Janet turned to the girl. ‘Are
you
saved?’ She extended a wing and brushed Pam’s cheek with feathers. ‘It’s not too late, repent your sins.’

The girl was torn. She had a choice between the glowing fantasy and Hell on Earth. She threw herself against Janet, and allowed the Angel to fold wings around her. The girl’s head rested against Janet’s feathered shoulder, wings tight around them like a fur muff.

‘Paul?’ Janet said.

He shook his head.

‘One saved,’ Janet said, looking at Paul and Teddy, ‘two lost…’ She backed out of the saloon, shouldering through the door. ‘Not a bad score.’

Paul followed, and was in the pub hall when Janet and Pam got to the outside. Pam clung to the Angel’s neck. Janet, straining, extended her wings and jumped into the air. He watched them rise, dodging red bat shapes and falling stars, on course for the shining castle of the Agapemone. Pam was heavy, and dangled like an oversize necklace, but Janet’s wings were stronger than they looked. The Angel wasn’t graceful, but she was air-worthy.

A scorpion-locust scuttled towards the doorway, and Paul slammed the wood into the hole. The sting smashed through the door about a foot above the lino, and wedged, squirting poison. Paul avoided the steaming splash, and hoped the thing was stuck. The sting tugged against the hole, breaking off splinters and dribbling, then was withdrawn. A locust leg stuck in through the hole and scrabbled upwards for the doorhandle. Paul crushed the leg to the door with his shoe, and it went limp, torn off at the locust equivalent of a shoulder. He could hear the thing yelling, with a rich Somerset accent, shouting, ‘I’ll ’ave ’ee’, over and over.

Teddy, groggy and shell-shocked, was in the hall too. Paul didn’t agree with Janet. He’d been given two souls to look after, and lost one. That struck him as a terrible score.

10

P
roblem one was getting through the panicked crowds choking the approach road. Waving the gun had no effect on people who’d seen giant bugs and flying women. Lytton fired once, into the air, and the report—which normally caused deafness a mile off—was lost in the clamour. With Susan holding his hand, he shoved, pushed and trampled with the rest, inching towards the Manor House. It was impossible to miss the way even in the unnatural dark: the Agapemone was lit from the inside like a neon novelty.

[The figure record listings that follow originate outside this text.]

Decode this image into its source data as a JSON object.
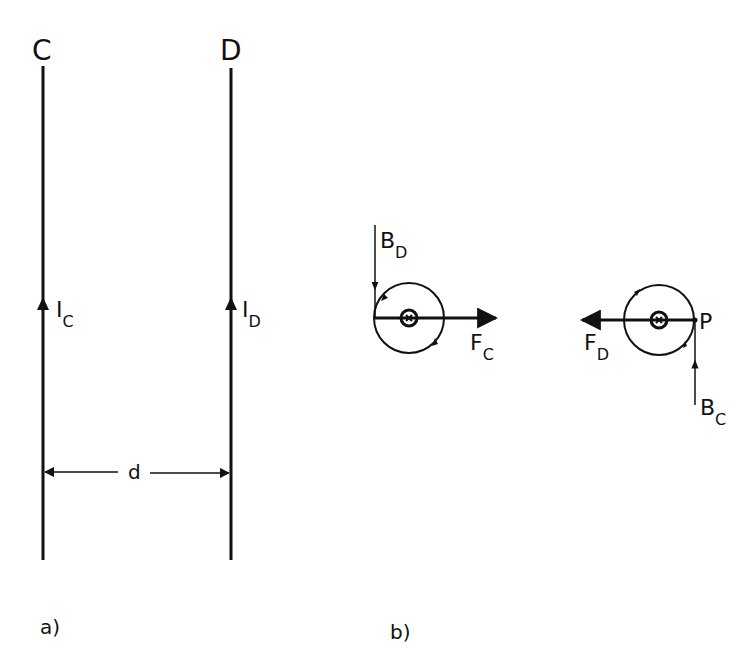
{
  "diagram": {
    "panel_a": {
      "label": "a)",
      "wire_c": {
        "name": "C",
        "current_label": "I",
        "current_sub": "C"
      },
      "wire_d": {
        "name": "D",
        "current_label": "I",
        "current_sub": "D"
      },
      "separation_label": "d"
    },
    "panel_b": {
      "label": "b)",
      "left": {
        "field_label": "B",
        "field_sub": "D",
        "force_label": "F",
        "force_sub": "C",
        "current_symbol": "into-page"
      },
      "right": {
        "point_label": "P",
        "field_label": "B",
        "field_sub": "C",
        "force_label": "F",
        "force_sub": "D",
        "current_symbol": "into-page"
      }
    },
    "colors": {
      "ink": "#111111",
      "background": "#ffffff"
    }
  }
}
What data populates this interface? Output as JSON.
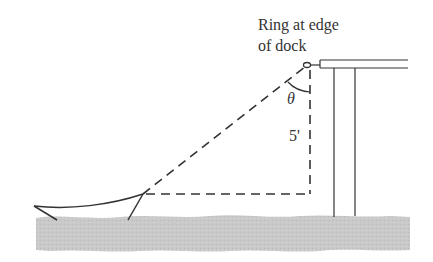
{
  "diagram": {
    "labels": {
      "ring_line1": "Ring at edge",
      "ring_line2": "of dock",
      "angle": "θ",
      "height": "5'"
    },
    "colors": {
      "line": "#333333",
      "water": "#c8c8c8",
      "background": "#ffffff"
    }
  }
}
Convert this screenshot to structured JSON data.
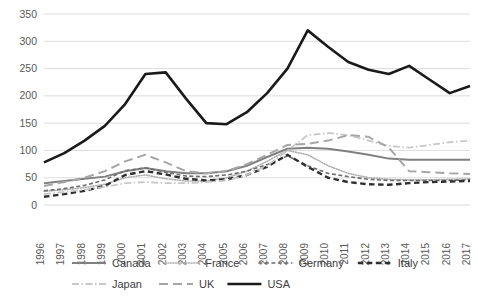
{
  "chart_data": {
    "type": "line",
    "title": "",
    "subtitle": "",
    "xlabel": "",
    "ylabel": "",
    "grid": true,
    "legend_position": "bottom",
    "xlim": [
      1996,
      2017
    ],
    "ylim": [
      0,
      350
    ],
    "ytick_step": 50,
    "yticks": [
      "0",
      "50",
      "100",
      "150",
      "200",
      "250",
      "300",
      "350"
    ],
    "categories": [
      "1996",
      "1997",
      "1998",
      "1999",
      "2000",
      "2001",
      "2002",
      "2003",
      "2004",
      "2005",
      "2006",
      "2007",
      "2008",
      "2009",
      "2010",
      "2011",
      "2012",
      "2013",
      "2014",
      "2015",
      "2016",
      "2017"
    ],
    "series": [
      {
        "name": "Canada",
        "style": "solid",
        "color": "#808080",
        "width": 2.0,
        "values": [
          40,
          44,
          48,
          52,
          62,
          68,
          62,
          58,
          58,
          62,
          72,
          88,
          103,
          105,
          103,
          98,
          92,
          85,
          83,
          83,
          83,
          83
        ]
      },
      {
        "name": "France",
        "style": "dotted",
        "color": "#b0b0b0",
        "width": 1.6,
        "values": [
          25,
          28,
          32,
          38,
          50,
          55,
          48,
          44,
          44,
          50,
          62,
          80,
          100,
          92,
          72,
          58,
          50,
          47,
          46,
          46,
          47,
          48
        ]
      },
      {
        "name": "Germany",
        "style": "dashed",
        "color": "#6e6e6e",
        "width": 1.6,
        "values": [
          26,
          30,
          36,
          46,
          63,
          68,
          60,
          53,
          52,
          55,
          62,
          74,
          90,
          72,
          58,
          52,
          47,
          45,
          45,
          45,
          45,
          46
        ]
      },
      {
        "name": "Italy",
        "style": "bold-dash",
        "color": "#2f2f2f",
        "width": 2.4,
        "values": [
          15,
          20,
          26,
          35,
          55,
          62,
          56,
          48,
          45,
          47,
          55,
          70,
          92,
          70,
          50,
          42,
          38,
          37,
          40,
          42,
          43,
          44
        ]
      },
      {
        "name": "Japan",
        "style": "dash-dot",
        "color": "#c8c8c8",
        "width": 1.8,
        "values": [
          20,
          24,
          28,
          33,
          40,
          42,
          40,
          40,
          42,
          45,
          55,
          72,
          100,
          128,
          132,
          128,
          118,
          108,
          105,
          110,
          115,
          118
        ]
      },
      {
        "name": "UK",
        "style": "long-dash",
        "color": "#a6a6a6",
        "width": 2.0,
        "values": [
          35,
          42,
          50,
          62,
          80,
          92,
          78,
          62,
          58,
          62,
          75,
          92,
          110,
          112,
          118,
          128,
          125,
          105,
          62,
          60,
          58,
          57
        ]
      },
      {
        "name": "USA",
        "style": "solid",
        "color": "#1a1a1a",
        "width": 2.6,
        "values": [
          78,
          95,
          118,
          145,
          185,
          240,
          243,
          195,
          150,
          148,
          170,
          205,
          250,
          320,
          290,
          262,
          248,
          240,
          255,
          230,
          205,
          218
        ]
      }
    ]
  },
  "legend": {
    "row1": [
      {
        "label": "Canada",
        "series": "Canada"
      },
      {
        "label": "France",
        "series": "France"
      },
      {
        "label": "Germany",
        "series": "Germany"
      },
      {
        "label": "Italy",
        "series": "Italy"
      }
    ],
    "row2": [
      {
        "label": "Japan",
        "series": "Japan"
      },
      {
        "label": "UK",
        "series": "UK"
      },
      {
        "label": "USA",
        "series": "USA"
      }
    ]
  }
}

‘I suppose Jago is in there,’ he shouted.

Definitely,
Susan said, inside his mind.

Lytton shivered. She’d never done that before.

I didn’t need to.

Witch.

I read that.

Sorry.

With Susan inside his mind, he was able—forced?—to concentrate. He became single-minded in his purpose to keep her away from whatever else was cluttering his forebrain. Like how often he thought of her recently. Her eyes, especially. Her occasional tight smiles.

I’m flattered,
she thought, immediately swallowing it, trying unsuccessfully to keep it from him.

For the first time, just when he had no time to be compassionate, he realized how guarded Susan had to be. She was not really the chilled cynic she seemed; like him, she needed a wall to hide behind.

People began to give them a wider berth, as if an invisible cowcatcher were advancing before them. Lytton saw the road under his feet as the crowd parted, like the Red Sea for Charlton Heston.

‘Is that you?’

Yes. Like it?

‘Keep it up.’

When the casualties were listed, Jago ought to be lost among the rest of the Js. Lytton had always known being a snake meant, eventually, biting. Now, he didn’t have time to think it through. Besides, he hadn’t been given a sanction for his wet job. This was strictly a solo decision, taken because of his special knowledge. He hoped he’d never be called to justify his bite to Garnett or the minister.

If it were me,
Susan thought to him,
I’d want you to do it. Really. He’s not human any more. All the things that count are gone.

That wasn’t what bothered him most. He was afraid Sir Kenneth would want to keep Jago alive precisely
because
he could do what he was doing in Alder. What army would not want to have the Wrath of God on its side? This catastrophe might, within the parameters of the
IPSIT
project, be counted a success.

They were at the gates of the Agapemone, where multitudes gathered, staring up at the shining house or jostling forwards, seeking admission. The door, unaffected by the light that had seized the rest of the building, hung in space, a heap of faintly moving people on the front steps.